Move to S.C. would cost Boeing dearly

Things haven’t exactly worked out for Boeing’s 787 global production strategy.

The Chicago-based corporation farmed out the pieces to sites around the world, and then brought them back to Everett to be fitted together. It is hard to maintain quality controls when the production and design is shopped out to companies in China, Japan, Italy, Sweden, and several other countries. But there is a coherent marketing reason for doing this. Boeing is counting on purchases from Japan Airlines and carriers from other countries that are participating in 787 development and production.

This doesn’t explain Boeing’s threat to start a second 787 assembly line in South Carolina. As far as I know, South Carolina has not succeeded in seceding from the union (they tried to do that once) and establishing South Carolina Airlines.

So maybe it is the education level of the South Carolina workforce that Boeing wants. After all, one of Boeing’s criticisms of our state is that we don’t invest enough in education. The conservative American Legislative Exchange Council issues a Report Card on American Education. Our state ranks 12th, with a high school graduation rate of 71 percent. We rank 20th in eighth grade reading and 18th in eighth grade mathematics.

Admittedly, Washington has a ways to go. But how about South Carolina? They rank 39th, with a high school graduation rate of 53 percent. Their eighth grade reading rank is 41st and they’re 28th in eighth grade mathematics. Doesn’t sound like a school system where I would want my kids to go. After all, wouldn’t you define failure when only half of kids graduate from high school?

Well, maybe South Carolina’s college education stands out. Boeing needs lots of engineers. Let’s see, 30 percent of Washington’s residents aged 25 and over have earned at least a bachelor’s degree. In South Carolina, it’s 23.5 percent.

Still scratching your head? Health status is an important factor in worker productivity. Maybe Boeing executives are counting on that. Less than 17 percent of Washington residents smoke. Almost 22 percent of people in South Carolina smoke. Cardiovascular deaths per 100,000 are 20 percent higher in South Carolina. Premature deaths are more than 55 percent higher. There are two and a half times more occupational deaths in South Carolina than in our state. Perhaps in South Carolina life is just cheaper.

We know that in South Carolina labor is cheaper. The median wage in South Carolina is $14, compared to $18 in our state. That’s an $8,000 difference in annual income for the average worker. Wages actually fell over 4 percent in South Carolina in the first eight years of this millennium, while in Washington wages rose 5 percent. And we know that you get what you pay for. No wonder that Boeing was having problems with the aft fuselages made in South Carolina. Taking over a production facility with significant quality control errors and expanding it doesn’t sound like the solution for quality control!

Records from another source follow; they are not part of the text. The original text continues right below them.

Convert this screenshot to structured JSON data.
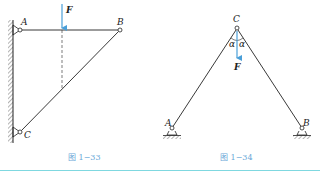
{
  "figures": [
    {
      "id": "fig-1-33",
      "caption": "图 1−33",
      "labels": {
        "A": "A",
        "B": "B",
        "C": "C",
        "force": "F"
      }
    },
    {
      "id": "fig-1-34",
      "caption": "图 1−34",
      "labels": {
        "A": "A",
        "B": "B",
        "C": "C",
        "force": "F",
        "angle_left": "α",
        "angle_right": "α"
      }
    }
  ],
  "colors": {
    "force_arrow": "#4a9fd8",
    "caption": "#6aa8d8",
    "rule": "#7fd8e0",
    "line": "#222222"
  }
}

Boeing has been good for our state. But remember, our state has been good to Boeing. The University of Washington’s engineering program produces a stream of smart and creative people and ideas for Boeing. We have 600 aerospace related companies that Boeing looks to for sub-contracts, new work and new innovations. We have engineers and machinists who know what they are doing and have invested their lives in developing the technical knowledge to make Boeing airplanes the best in the world. We have a physical infrastructure sited with favorable tax incentives for Boeing. We have a workforce training system in place to supply a steady stream of productive workers for Boeing. These are the factors laid down over time that have enabled productivity in our state to far outpace productivity in South Carolina, by more than $13,500 per worker per year.

Boeing didn’t make profits of $2.7 billion in 2008, $4 billion in 2007, $2.2 billion in 2006, $2.6 billion in 2005, and $1.9 billion in 2004 by the genius of revolving-door executives alone. The engineers, machinists and other workers actually building the planes contributed quite a bit.

In South Carolina, where the Confederate flag still flies on the grounds of the state capitol, Boeing would be starting over with little infrastructure, no research universities with which to partner, and a poorly educated and not too healthy workforce, ground down through generations of racial divide-and-conquer politics. That’s a heavy sacrifice just to avoid allowing organized workers a voice in the workplace.